■ Your objective
All lines from the one containing "What do you" through the end of the material are to be given back exactly, without pictures.

....................

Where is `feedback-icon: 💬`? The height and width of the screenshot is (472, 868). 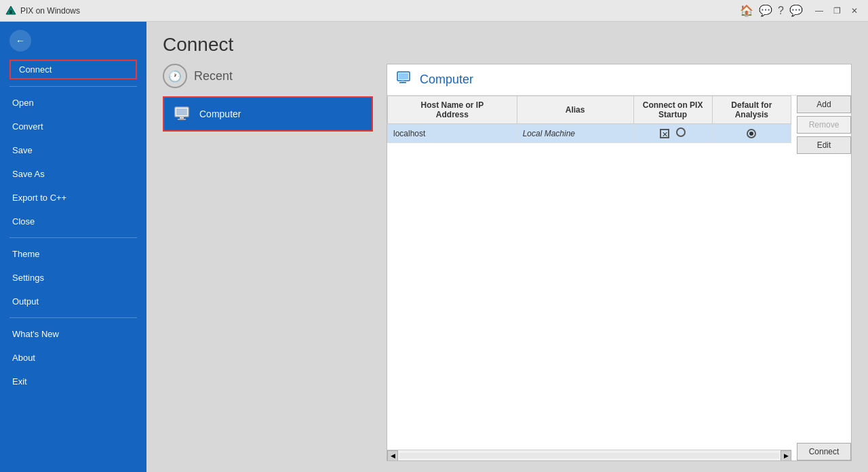
feedback-icon: 💬 is located at coordinates (796, 11).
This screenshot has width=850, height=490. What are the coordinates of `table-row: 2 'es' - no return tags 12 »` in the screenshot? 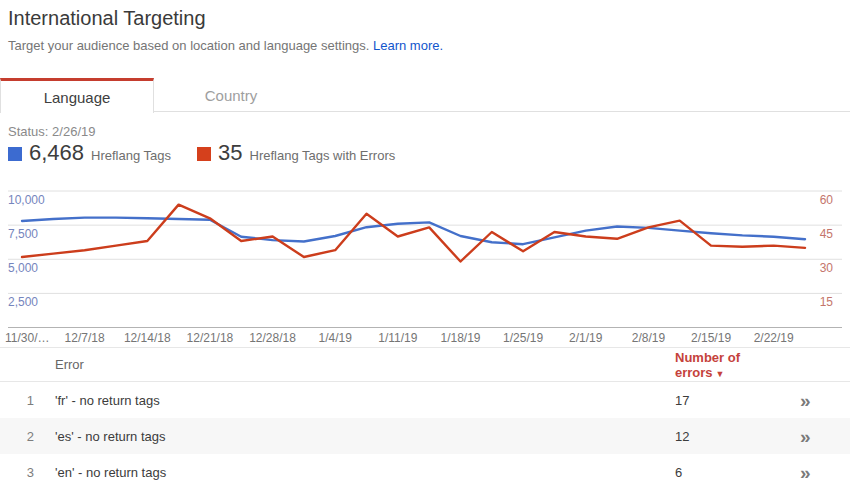 It's located at (425, 436).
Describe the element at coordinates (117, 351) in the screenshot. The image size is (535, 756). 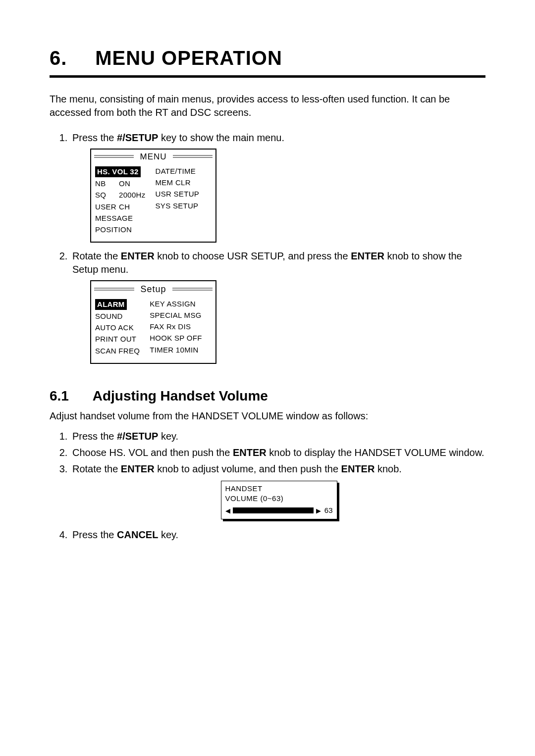
I see `setup-row-scanfreq: SCAN FREQ` at that location.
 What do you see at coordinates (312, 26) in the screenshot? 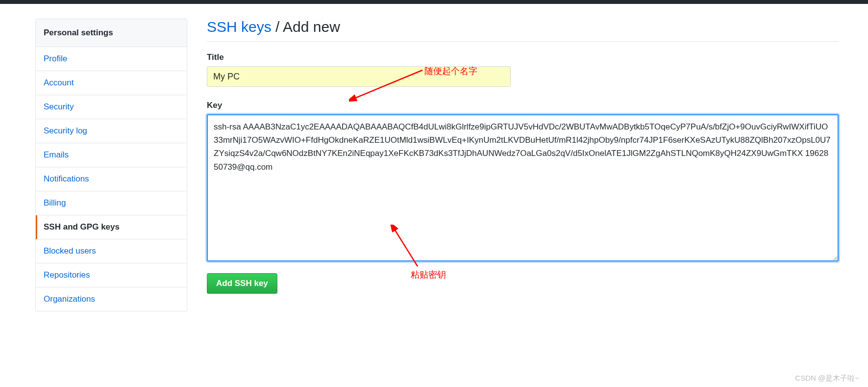
I see `breadcrumb-tail: Add new` at bounding box center [312, 26].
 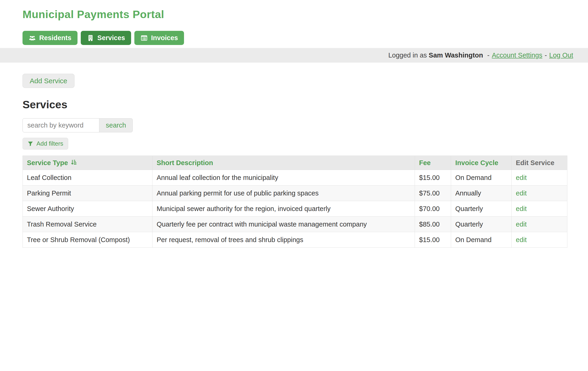 I want to click on table-row: Trash Removal Service Quarterly fee per …, so click(x=295, y=224).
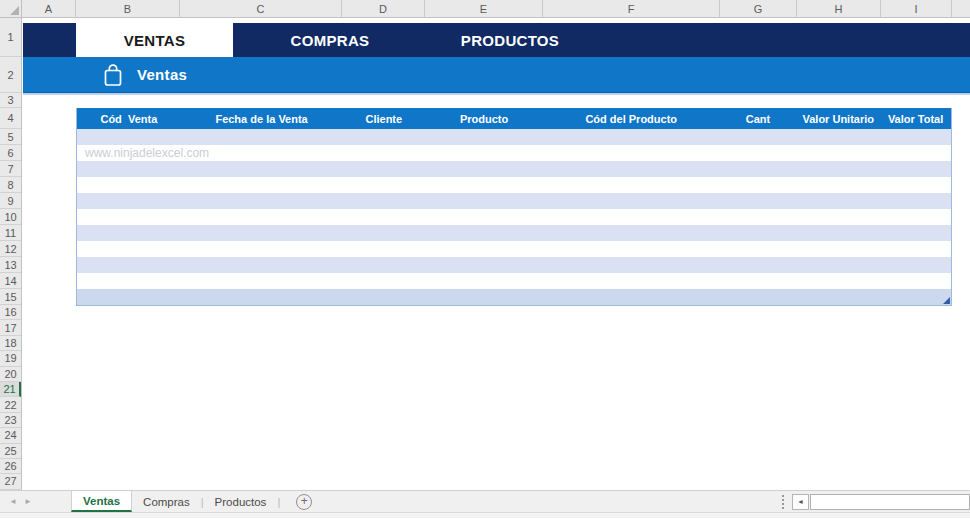 The height and width of the screenshot is (518, 970). I want to click on table-header-cell: Fecha de la Venta, so click(262, 118).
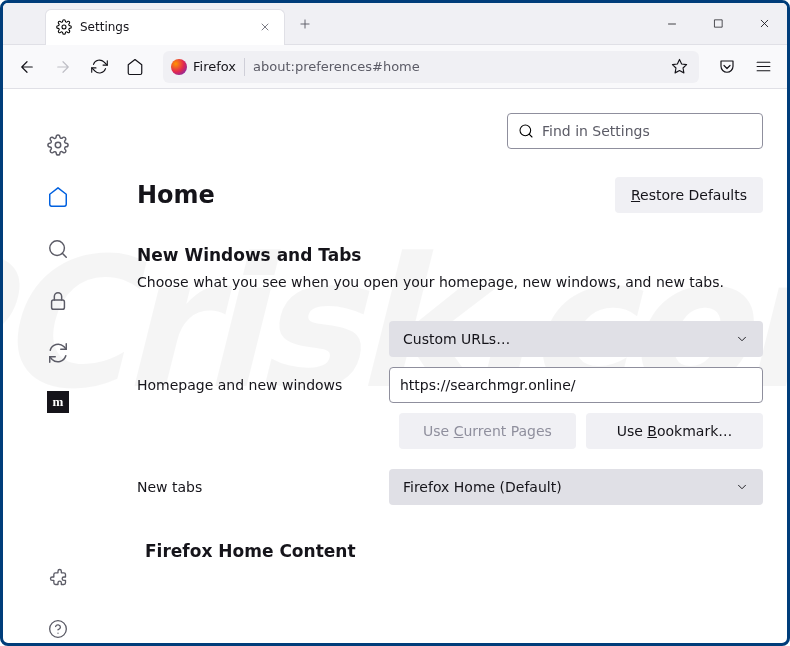 This screenshot has height=646, width=790. I want to click on browser-tab: Settings, so click(165, 27).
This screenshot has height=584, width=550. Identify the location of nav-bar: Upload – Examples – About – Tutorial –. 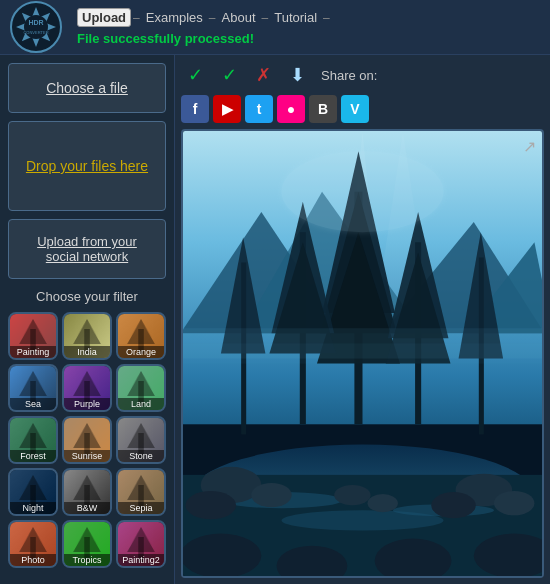
(204, 18).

....................

■ Written solution
 What do you see at coordinates (312, 26) in the screenshot? 
I see `breadcrumb-tail: Add new` at bounding box center [312, 26].
  I want to click on table-row: Trash Removal Service Quarterly fee per …, so click(x=295, y=224).
 The height and width of the screenshot is (518, 970). I want to click on table-header-cell: Fecha de la Venta, so click(262, 118).
 This screenshot has height=646, width=790. I want to click on browser-tab: Settings, so click(165, 27).
This screenshot has height=584, width=550. Identify the location of nav-bar: Upload – Examples – About – Tutorial –. 
(204, 18).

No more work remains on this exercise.